I fear that it has been necessary for me to detain the Committee at very considerable length in laying these statements before them; but I preferred running the risk of being tedious, to that of subjecting myself to the charge of having withheld from the knowledge of the Committee information necessary for their guidance. The plan I have introduced to their notice is proposed in a spirit of fairness to all the various interests of the country, and I submit it to the Committee with the confidence that it will receive a fair and liberal consideration, and that an impartial judgment will be passed upon it. I will only entreat hon. Members that in examining the ways and means by which the Government propose to defray the expenditure of the year, and to meet the exigencies of the times, they will take the whole plan into consideration at once, that they will not single out particular details of it, that they will look at it as a whole, and will form a combined judgment on the scheme proposed by the Government, keeping constantly in mind that if they change any part of the plan now proposed, they must look to some practical alternative, to some other less objectionable means by which we may provide for the service of the country.
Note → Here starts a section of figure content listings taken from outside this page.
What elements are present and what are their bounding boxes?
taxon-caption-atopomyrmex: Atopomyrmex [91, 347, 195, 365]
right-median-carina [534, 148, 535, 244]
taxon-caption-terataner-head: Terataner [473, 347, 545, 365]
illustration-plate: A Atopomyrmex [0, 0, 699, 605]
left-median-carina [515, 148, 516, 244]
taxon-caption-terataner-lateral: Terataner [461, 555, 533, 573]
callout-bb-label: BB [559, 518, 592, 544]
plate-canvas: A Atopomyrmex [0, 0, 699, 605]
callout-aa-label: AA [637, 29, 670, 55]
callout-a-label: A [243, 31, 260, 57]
Perhaps, before I conclude, the Committee would wish for some particulars with respect to the loan which was contracted for this morning. The Government required that the party proposing for the loan should give 100l. in money for every 100l. stock created, in order to avoid that state of things which sometimes occurred during the late war, of a large debt in stock being created, for which the Government received an imperfect equivalent. By the mode which has been adopted the Government will receive 100l. in money for every 100l. of stock created. I will briefly point out what was done during the late war in this respect. In 1798 a loan of 17,000,000l. was contracted for, to meet which 34,000,000l. of stock was created; in 1801 there was a loan of 28,000,000l. and stock created to the extent of 49,210,000l.; in 1813, a loan of 27,000,000l., with 45,900,000l. stock; and in 1815, a loan of 36,000,000l. with 62,240,000l. stock. By adopting the course we have this day followed, we at least secure to the public 100l. for every 100l. of stock issued. That portion of the price of the loan necessary to make up the price of Consols for the day, is contracted in a terminable annuity of 14s. 6d., which will necessarily expire by annual payments at the end of thirty years. We have every reason to believe that the terms of that loan are fair between the contractors and the public, and that the public has reason to be satisfied with the rate at which it has been taken. A provisional contract only is entered into between the Government and the lenders. The Government must lay the terms of the loan before Parliament in order to receive its sanction As it is my duty to submit them to the Committee, I now ask them to agree to Resolutions embodying the terms and conditions of the loan.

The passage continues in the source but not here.